Margaret Sixel is a South African-born, Australian film editor. She is best known for her work as editor on feature film projects such as Babe: Pig in the City (1998), Happy Feet (2006), and Mad Max: Fury Road (2015), for which she won an Oscar for editing. Her body of film work extends across numerous genres, such as documentary features, live-action short films, animated comedies, and action epics.
Margaret Sixel was born in South Africa, and studied film editing at the Australian Film, Television and Radio School. In 1989, she earned a Specialist Extension Certificate in Film Editing.
In 1984, Sixel began work as an assistant editor and dubber on the Australian television mini-series, The Last Bastion (1984), where she met one of the directors of the picture, and future collaborator, George Miller. In the following five years, Sixel worked as an assistant and assembly editor on various projects such as The Great Gold Swindle (1984), Emoh Ruo (1985), The Blue Lightning (1986), A Case of Honour (1989), and Romero (1989), as well as dialogue editor for John Duigan’s Flirting (1991).
In 1994, Sixel was appointed film editor for Kay Pavlou’s dramatized Australian documentary, Mary (1994), about Australian saint Mary MacKillop. Three years later, Sixel edited the television documentary 40,000 Years of Dreaming (1997) for director George Miller. During the early 2000s, Sixel edited two short films under the direction of English-born Australian filmmaker Rachel Ward, The Blindman’s Bluff (2000) and The Big House (2001). Sixel’s remaining three feature film projects have since all been collaborations between herself and director George Miller, beginning in 1998 with Babe: Pig in the City (co-edited alongside Jay Friedkin), and followed by Happy Feet (co-edited alongside Christian Gazal) in 2006, and Mad Max: Fury Road in 2015.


[Task details] Look through the records and copy each line that has "hexagon" in it.
▼
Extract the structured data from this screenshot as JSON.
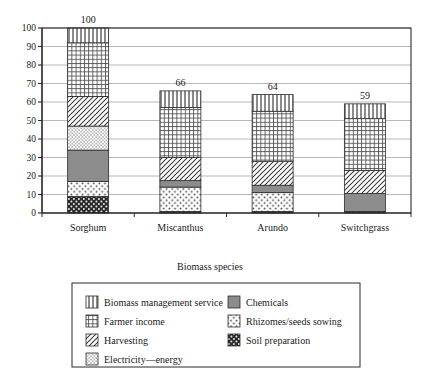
{
  "chart_data": {
    "type": "bar",
    "stacked": true,
    "title": "",
    "xlabel": "Biomass species",
    "ylabel": "",
    "ylim": [
      0,
      100
    ],
    "ytick_step": 10,
    "yticks": [
      0,
      10,
      20,
      30,
      40,
      50,
      60,
      70,
      80,
      90,
      100
    ],
    "grid": true,
    "grid_axis": "y",
    "legend_position": "below-plot",
    "categories": [
      "Sorghum",
      "Miscanthus",
      "Arundo",
      "Switchgrass"
    ],
    "totals": [
      100,
      66,
      64,
      59
    ],
    "total_labels": [
      "100",
      "66",
      "64",
      "59"
    ],
    "series": [
      {
        "name": "Soil preparation",
        "pattern": "dark-checker",
        "values": [
          9,
          0.8,
          0.8,
          0.8
        ]
      },
      {
        "name": "Rhizomes/seeds sowing",
        "pattern": "sparse-dots",
        "values": [
          8,
          13.2,
          10.2,
          0
        ]
      },
      {
        "name": "Chemicals",
        "pattern": "solid-gray",
        "values": [
          17,
          3.5,
          4,
          9.7
        ]
      },
      {
        "name": "Electricity—energy",
        "pattern": "fine-dots",
        "values": [
          13,
          0,
          0,
          0
        ]
      },
      {
        "name": "Harvesting",
        "pattern": "diagonal-hatch",
        "values": [
          16,
          12.5,
          13,
          12.5
        ]
      },
      {
        "name": "Farmer income",
        "pattern": "grid-cross",
        "values": [
          29,
          27,
          27,
          28
        ]
      },
      {
        "name": "Biomass management service",
        "pattern": "vertical-lines",
        "values": [
          8,
          9,
          9,
          8
        ]
      }
    ]
  },
  "legend": {
    "column_left": [
      {
        "label": "Biomass management service",
        "pattern": "vertical-lines"
      },
      {
        "label": "Farmer income",
        "pattern": "grid-cross"
      },
      {
        "label": "Harvesting",
        "pattern": "diagonal-hatch"
      },
      {
        "label": "Electricity—energy",
        "pattern": "fine-dots"
      }
    ],
    "column_right": [
      {
        "label": "Chemicals",
        "pattern": "solid-gray"
      },
      {
        "label": "Rhizomes/seeds sowing",
        "pattern": "sparse-dots"
      },
      {
        "label": "Soil preparation",
        "pattern": "dark-checker"
      }
    ]
  },
  "colors": {
    "axis": "#2b2b2b",
    "grid": "#9a9a9a",
    "bar_outline": "#2b2b2b",
    "chemicals_fill": "#8c8c8c",
    "soil_fill": "#2a2a2a",
    "background": "#ffffff"
  }
}
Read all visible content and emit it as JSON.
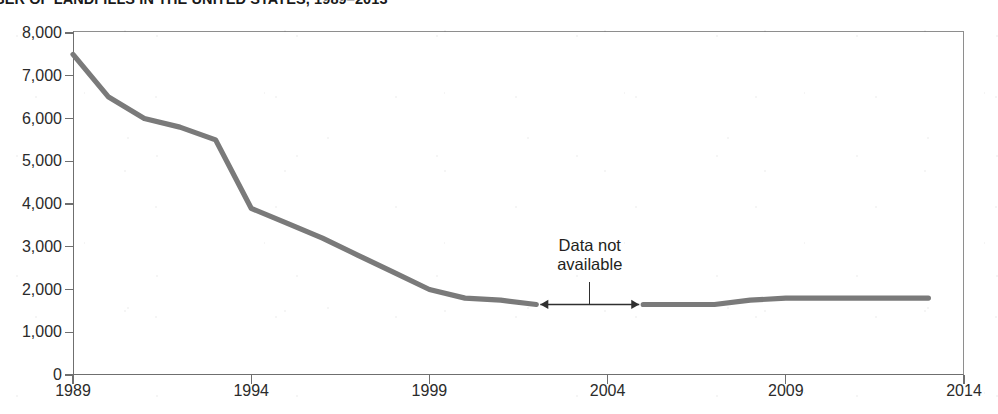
{
  "chart_data": {
    "type": "line",
    "title": "MBER OF LANDFILLS IN THE UNITED STATES, 1989–2013",
    "title_full_probable": "NUMBER OF LANDFILLS IN THE UNITED STATES, 1989–2013",
    "xlabel": "",
    "ylabel": "",
    "xlim": [
      1989,
      2014
    ],
    "ylim": [
      0,
      8000
    ],
    "grid": false,
    "legend": null,
    "line_color": "#7a7a7a",
    "axis_color": "#6f6f6f",
    "x_ticks": [
      "1989",
      "1994",
      "1999",
      "2004",
      "2009",
      "2014"
    ],
    "x_tick_values": [
      1989,
      1994,
      1999,
      2004,
      2009,
      2014
    ],
    "y_ticks": [
      "0",
      "1,000",
      "2,000",
      "3,000",
      "4,000",
      "5,000",
      "6,000",
      "7,000",
      "8,000"
    ],
    "y_tick_values": [
      0,
      1000,
      2000,
      3000,
      4000,
      5000,
      6000,
      7000,
      8000
    ],
    "series": [
      {
        "name": "Number of landfills",
        "x": [
          1989,
          1990,
          1991,
          1992,
          1993,
          1994,
          1995,
          1996,
          1997,
          1998,
          1999,
          2000,
          2001,
          2002
        ],
        "values": [
          7500,
          6500,
          6000,
          5800,
          5500,
          3900,
          3550,
          3200,
          2800,
          2400,
          2000,
          1800,
          1750,
          1650
        ]
      },
      {
        "name": "Number of landfills (resumed)",
        "x": [
          2005,
          2006,
          2007,
          2008,
          2009,
          2010,
          2011,
          2012,
          2013
        ],
        "values": [
          1650,
          1650,
          1650,
          1750,
          1800,
          1800,
          1800,
          1800,
          1800
        ]
      }
    ],
    "annotations": [
      {
        "text": "Data not\navailable",
        "line1": "Data not",
        "line2": "available",
        "x_start": 2002,
        "x_end": 2005,
        "y": 1650,
        "style": "double-headed-arrow-with-leader"
      }
    ]
  }
}
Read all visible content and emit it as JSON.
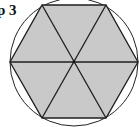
{
  "step_label": "p 3",
  "figure": {
    "type": "regular hexagon inscribed in circle, divided into 6 equilateral triangles",
    "circle": {
      "cx": 74,
      "cy": 62,
      "r": 64,
      "stroke": "#222222"
    },
    "hexagon": {
      "vertices": [
        [
          42,
          5
        ],
        [
          106,
          5
        ],
        [
          138,
          62
        ],
        [
          106,
          118
        ],
        [
          42,
          118
        ],
        [
          10,
          62
        ]
      ],
      "fill": "#c9c9c9",
      "stroke": "#1e1e1e"
    },
    "center": [
      74,
      62
    ],
    "triangle_count": 6
  }
}
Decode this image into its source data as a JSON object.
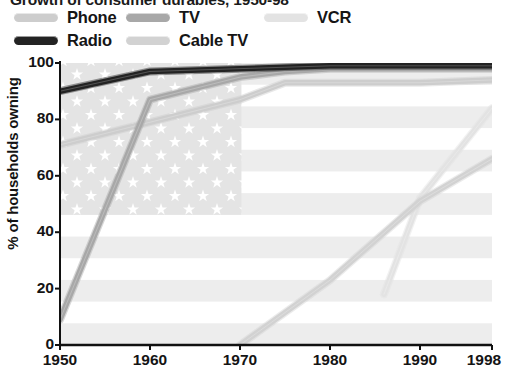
{
  "title": "Growth of consumer durables, 1950-98",
  "legend": {
    "items": [
      {
        "label": "Phone",
        "color": "#cdcdcd",
        "key": "phone"
      },
      {
        "label": "TV",
        "color": "#a8a8a8",
        "key": "tv"
      },
      {
        "label": "VCR",
        "color": "#e3e3e3",
        "key": "vcr"
      },
      {
        "label": "Radio",
        "color": "#232323",
        "key": "radio"
      },
      {
        "label": "Cable TV",
        "color": "#d2d2d2",
        "key": "cable_tv"
      }
    ]
  },
  "axes": {
    "ylabel": "% of households owning",
    "yticks": [
      "100",
      "80",
      "60",
      "40",
      "20",
      "0"
    ],
    "xticks": [
      "1950",
      "1960",
      "1970",
      "1980",
      "1990",
      "1998"
    ]
  },
  "background": {
    "motif": "us-flag",
    "stripe_color": "#ededed",
    "canton_color": "#e4e4e4",
    "star_color": "#ffffff"
  },
  "chart_data": {
    "type": "line",
    "title": "Growth of consumer durables, 1950-98",
    "xlabel": "",
    "ylabel": "% of households owning",
    "xlim": [
      1950,
      1998
    ],
    "ylim": [
      0,
      100
    ],
    "yticks": [
      0,
      20,
      40,
      60,
      80,
      100
    ],
    "xticks": [
      1950,
      1960,
      1970,
      1980,
      1990,
      1998
    ],
    "grid": false,
    "legend_position": "top",
    "series": [
      {
        "name": "Radio",
        "color": "#232323",
        "x": [
          1950,
          1960,
          1970,
          1980,
          1990,
          1998
        ],
        "y": [
          90,
          97,
          98,
          99,
          99,
          99
        ]
      },
      {
        "name": "TV",
        "color": "#a8a8a8",
        "x": [
          1950,
          1960,
          1970,
          1975,
          1980,
          1990,
          1998
        ],
        "y": [
          9,
          87,
          95,
          97,
          98,
          98,
          98
        ]
      },
      {
        "name": "Phone",
        "color": "#cdcdcd",
        "x": [
          1950,
          1960,
          1970,
          1975,
          1980,
          1990,
          1998
        ],
        "y": [
          71,
          79,
          87,
          93,
          93,
          93,
          94
        ]
      },
      {
        "name": "Cable TV",
        "color": "#d2d2d2",
        "x": [
          1970,
          1980,
          1990,
          1998
        ],
        "y": [
          0,
          23,
          51,
          66
        ]
      },
      {
        "name": "VCR",
        "color": "#e3e3e3",
        "x": [
          1986,
          1990,
          1998
        ],
        "y": [
          18,
          52,
          84
        ]
      }
    ]
  }
}
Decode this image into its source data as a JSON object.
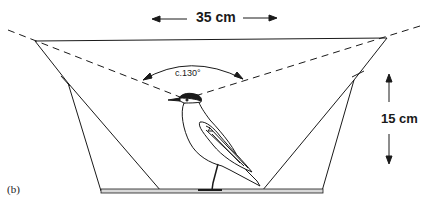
{
  "figure": {
    "panel_label": "(b)",
    "width_label": "35 cm",
    "height_label": "15 cm",
    "angle_label": "c.130°",
    "colors": {
      "line": "#1a1a1a",
      "background": "#ffffff",
      "base_fill": "#d8d8d8"
    }
  }
}
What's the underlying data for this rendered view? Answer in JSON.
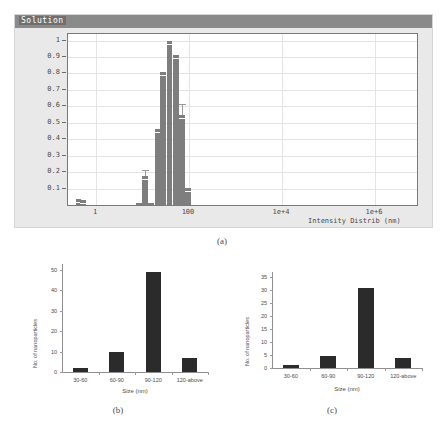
{
  "panel_a": {
    "window_title": "Solution",
    "caption": "(a)",
    "chart_data": {
      "type": "bar",
      "title": "Solution",
      "xlabel": "Intensity Distrib (nm)",
      "ylabel": "",
      "x_scale": "log",
      "xticks": [
        "1",
        "100",
        "1e+4",
        "1e+6"
      ],
      "xtick_values": [
        1,
        100,
        10000,
        1000000
      ],
      "xlim": [
        0.25,
        8000000
      ],
      "yticks": [
        "0.1",
        "0.2",
        "0.3",
        "0.4",
        "0.5",
        "0.6",
        "0.7",
        "0.8",
        "0.9",
        "1"
      ],
      "ytick_values": [
        0.1,
        0.2,
        0.3,
        0.4,
        0.5,
        0.6,
        0.7,
        0.8,
        0.9,
        1
      ],
      "ylim": [
        0,
        1.04
      ],
      "grid": true,
      "bar_color": "#7e7e7e",
      "bars": [
        {
          "center_nm": 0.42,
          "value": 0.035,
          "err_top": 0.035
        },
        {
          "center_nm": 0.52,
          "value": 0.028,
          "err_top": 0.028
        },
        {
          "center_nm": 8.5,
          "value": 0.01,
          "err_top": 0.01
        },
        {
          "center_nm": 11.5,
          "value": 0.175,
          "err_top": 0.215
        },
        {
          "center_nm": 15.5,
          "value": 0.01,
          "err_top": 0.01
        },
        {
          "center_nm": 21.0,
          "value": 0.465,
          "err_top": 0.465
        },
        {
          "center_nm": 28.0,
          "value": 0.81,
          "err_top": 0.81
        },
        {
          "center_nm": 38.0,
          "value": 1.0,
          "err_top": 1.0
        },
        {
          "center_nm": 52.0,
          "value": 0.915,
          "err_top": 0.915
        },
        {
          "center_nm": 70.0,
          "value": 0.545,
          "err_top": 0.615
        },
        {
          "center_nm": 95.0,
          "value": 0.105,
          "err_top": 0.105
        }
      ]
    }
  },
  "panel_b": {
    "caption": "(b)",
    "chart_data": {
      "type": "bar",
      "title": "",
      "xlabel": "Size (nm)",
      "ylabel": "No. of nanoparticles",
      "categories": [
        "30-60",
        "60-90",
        "90-120",
        "120-above"
      ],
      "values": [
        2,
        10,
        49,
        7
      ],
      "yticks": [
        "0",
        "10",
        "20",
        "30",
        "40",
        "50"
      ],
      "ytick_values": [
        0,
        10,
        20,
        30,
        40,
        50
      ],
      "ylim": [
        0,
        53
      ],
      "grid": false,
      "bar_color": "#2b2b2b"
    }
  },
  "panel_c": {
    "caption": "(c)",
    "chart_data": {
      "type": "bar",
      "title": "",
      "xlabel": "Size (nm)",
      "ylabel": "No. of nanoparticles",
      "categories": [
        "30-60",
        "60-90",
        "90-120",
        "120-above"
      ],
      "values": [
        1,
        4.5,
        31,
        4
      ],
      "yticks": [
        "0",
        "5",
        "10",
        "15",
        "20",
        "25",
        "30",
        "35"
      ],
      "ytick_values": [
        0,
        5,
        10,
        15,
        20,
        25,
        30,
        35
      ],
      "ylim": [
        0,
        37
      ],
      "grid": false,
      "bar_color": "#2b2b2b"
    }
  }
}
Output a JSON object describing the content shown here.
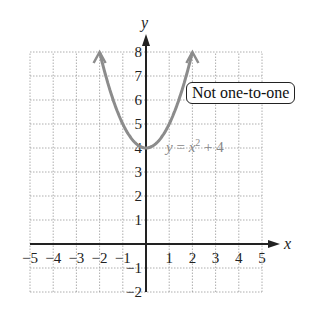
{
  "chart_data": {
    "type": "line",
    "title": "",
    "xlabel": "x",
    "ylabel": "y",
    "xlim": [
      -5,
      5
    ],
    "ylim": [
      -2,
      8
    ],
    "grid": true,
    "x_ticks": [
      "−5",
      "−4",
      "−3",
      "−2",
      "−1",
      "1",
      "2",
      "3",
      "4",
      "5"
    ],
    "y_ticks": [
      "−2",
      "−1",
      "1",
      "2",
      "3",
      "4",
      "5",
      "6",
      "7",
      "8"
    ],
    "series": [
      {
        "name": "y = x² + 4",
        "function": "x^2 + 4",
        "x": [
          -2,
          -1.5,
          -1,
          -0.5,
          0,
          0.5,
          1,
          1.5,
          2
        ],
        "values": [
          8,
          6.25,
          5,
          4.25,
          4,
          4.25,
          5,
          6.25,
          8
        ],
        "color": "#8c8c8c"
      }
    ],
    "annotations": [
      "Not one-to-one",
      "y = x² + 4"
    ]
  },
  "labels": {
    "x_axis": "x",
    "y_axis": "y",
    "equation": "y = x² + 4",
    "callout": "Not one-to-one"
  }
}
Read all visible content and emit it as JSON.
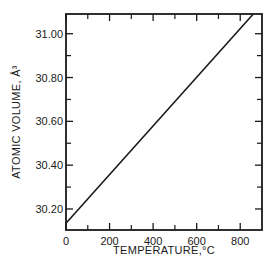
{
  "chart_data": {
    "type": "line",
    "title": "",
    "xlabel": "TEMPERATURE,°C",
    "ylabel": "ATOMIC VOLUME, Å³",
    "xlim": [
      0,
      900
    ],
    "ylim": [
      30.104,
      31.09
    ],
    "x_ticks": [
      0,
      200,
      400,
      600,
      800
    ],
    "x_tick_labels": [
      "0",
      "200",
      "400",
      "600",
      "800"
    ],
    "x_minor_ticks": [
      100,
      300,
      500,
      700
    ],
    "y_ticks": [
      30.2,
      30.4,
      30.6,
      30.8,
      31.0
    ],
    "y_tick_labels": [
      "30.20",
      "30.40",
      "30.60",
      "30.80",
      "31.00"
    ],
    "y_minor_ticks": [
      30.3,
      30.5,
      30.7,
      30.9
    ],
    "grid": false,
    "legend": null,
    "series": [
      {
        "name": "Atomic volume",
        "x": [
          0,
          860
        ],
        "y": [
          30.135,
          31.09
        ]
      }
    ]
  }
}
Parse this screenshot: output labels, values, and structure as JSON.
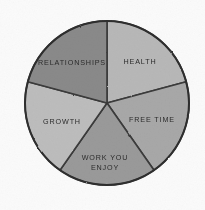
{
  "chart_data": {
    "type": "pie",
    "title": "",
    "subtitle": "",
    "xlabel": "",
    "ylabel": "",
    "legend": "none",
    "grid": false,
    "style": "hand-drawn pencil sketch, greyscale shading",
    "background_color": "#fbfbfb",
    "outline_color": "#2e2e2e",
    "center": {
      "x": 107,
      "y": 103
    },
    "radius": 82,
    "total_degrees": 360,
    "categories": [
      "HEALTH",
      "FREE TIME",
      "WORK YOU ENJOY",
      "GROWTH",
      "RELATIONSHIPS"
    ],
    "values": [
      75,
      70,
      70,
      70,
      75
    ],
    "slices": [
      {
        "label": "HEALTH",
        "label_lines": [
          "HEALTH"
        ],
        "value": 75,
        "start_angle": 0,
        "end_angle": 75,
        "color": "#b8b8b8",
        "label_x": 140,
        "label_y": 62
      },
      {
        "label": "FREE TIME",
        "label_lines": [
          "FREE TIME"
        ],
        "value": 70,
        "start_angle": 75,
        "end_angle": 145,
        "color": "#a8a8a8",
        "label_x": 152,
        "label_y": 120
      },
      {
        "label": "WORK YOU ENJOY",
        "label_lines": [
          "WORK YOU",
          "ENJOY"
        ],
        "value": 70,
        "start_angle": 145,
        "end_angle": 215,
        "color": "#9a9a9a",
        "label_x": 105,
        "label_y": 163
      },
      {
        "label": "GROWTH",
        "label_lines": [
          "GROWTH"
        ],
        "value": 70,
        "start_angle": 215,
        "end_angle": 285,
        "color": "#bdbdbd",
        "label_x": 62,
        "label_y": 122
      },
      {
        "label": "RELATIONSHIPS",
        "label_lines": [
          "RELATIONSHIPS"
        ],
        "value": 75,
        "start_angle": 285,
        "end_angle": 360,
        "color": "#8a8a8a",
        "label_x": 72,
        "label_y": 63
      }
    ]
  }
}
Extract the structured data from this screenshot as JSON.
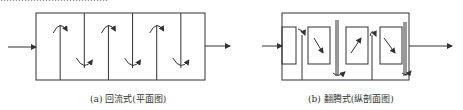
{
  "diagrams": [
    {
      "id": "a",
      "caption": "(a) 回流式(平面图)",
      "type": "round-trip baffled channel, plan view",
      "compartments": 7,
      "inlet": "left",
      "outlet": "right"
    },
    {
      "id": "b",
      "caption": "(b) 翻腾式(纵剖面图)",
      "type": "tumbling baffled channel, longitudinal section",
      "inner_chambers": 5,
      "inlet": "left",
      "outlet": "right"
    }
  ],
  "colors": {
    "line": "#333333",
    "caption": "#333333"
  }
}
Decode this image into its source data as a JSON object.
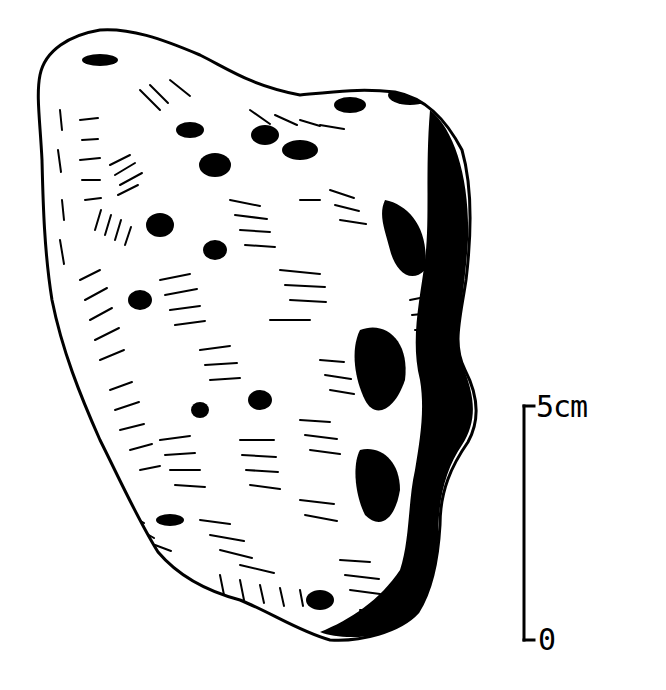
{
  "figure": {
    "style": "black ink stipple and hatch line drawing",
    "colors": {
      "ink": "#000000",
      "paper": "#ffffff"
    }
  },
  "scale_bar": {
    "top_label": "5cm",
    "bottom_label": "0",
    "length_px": 235
  }
}
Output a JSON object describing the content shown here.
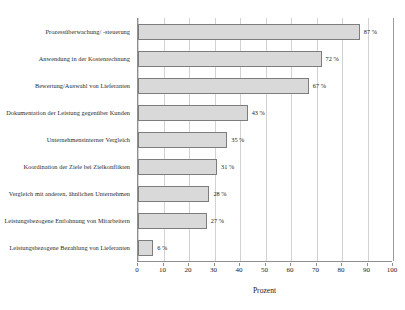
{
  "chart_data": {
    "type": "bar",
    "orientation": "horizontal",
    "title": "",
    "xlabel": "Prozent",
    "ylabel": "",
    "xlim": [
      0,
      100
    ],
    "xticks": [
      "0",
      "10",
      "20",
      "30",
      "40",
      "50",
      "60",
      "70",
      "80",
      "90",
      "100"
    ],
    "grid": true,
    "legend": "none",
    "value_suffix": "%",
    "categories": [
      "Prozessüberwachung/ -steuerung",
      "Anwendung in der Kostenrechnung",
      "Bewertung/Auswahl von Lieferanten",
      "Dokumentation der Leistung gegenüber Kunden",
      "Unternehmensinterner Vergleich",
      "Koordination der Ziele bei Zielkonflikten",
      "Vergleich mit anderen, ähnlichen Unternehmen",
      "Leistungsbezogene Entlohnung von Mitarbeitern",
      "Leistungsbezogene Bezahlung von Lieferanten"
    ],
    "values": [
      87,
      72,
      67,
      43,
      35,
      31,
      28,
      27,
      6
    ],
    "value_labels": [
      "87 %",
      "72 %",
      "67 %",
      "43 %",
      "35 %",
      "31 %",
      "28 %",
      "27 %",
      "6 %"
    ],
    "colors": {
      "bar_fill": "#d9d9d9",
      "bar_border": "#7d7d7d",
      "gridline": "#d2d2d2",
      "axis": "#8f8f8f",
      "text": "#1a1a1a",
      "background": "#ffffff"
    }
  }
}
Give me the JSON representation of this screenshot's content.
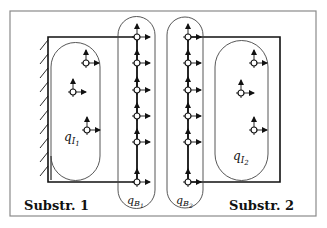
{
  "diagram": {
    "type": "substructuring-schematic",
    "substructures": [
      {
        "label": "Substr. 1",
        "interior_label": "q",
        "interior_sub": "I",
        "interior_subsub": "1",
        "boundary_label": "q",
        "boundary_sub": "B",
        "boundary_subsub": "1"
      },
      {
        "label": "Substr. 2",
        "interior_label": "q",
        "interior_sub": "I",
        "interior_subsub": "2",
        "boundary_label": "q",
        "boundary_sub": "B",
        "boundary_subsub": "2"
      }
    ],
    "colors": {
      "frame": "#8a8a8a",
      "line": "#1a1a1a",
      "background": "#ffffff"
    }
  }
}
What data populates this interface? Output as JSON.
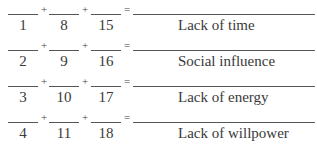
{
  "worksheet": {
    "operators": {
      "plus": "+",
      "equals": "="
    },
    "rows": [
      {
        "items": [
          "1",
          "8",
          "15"
        ],
        "label": "Lack of time"
      },
      {
        "items": [
          "2",
          "9",
          "16"
        ],
        "label": "Social influence"
      },
      {
        "items": [
          "3",
          "10",
          "17"
        ],
        "label": "Lack of energy"
      },
      {
        "items": [
          "4",
          "11",
          "18"
        ],
        "label": "Lack of willpower"
      }
    ]
  }
}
▲
[Answer below]
    "type": "regular hexagon inscribed in circle, divided into 6 equilateral triangles",
    "hexagon": {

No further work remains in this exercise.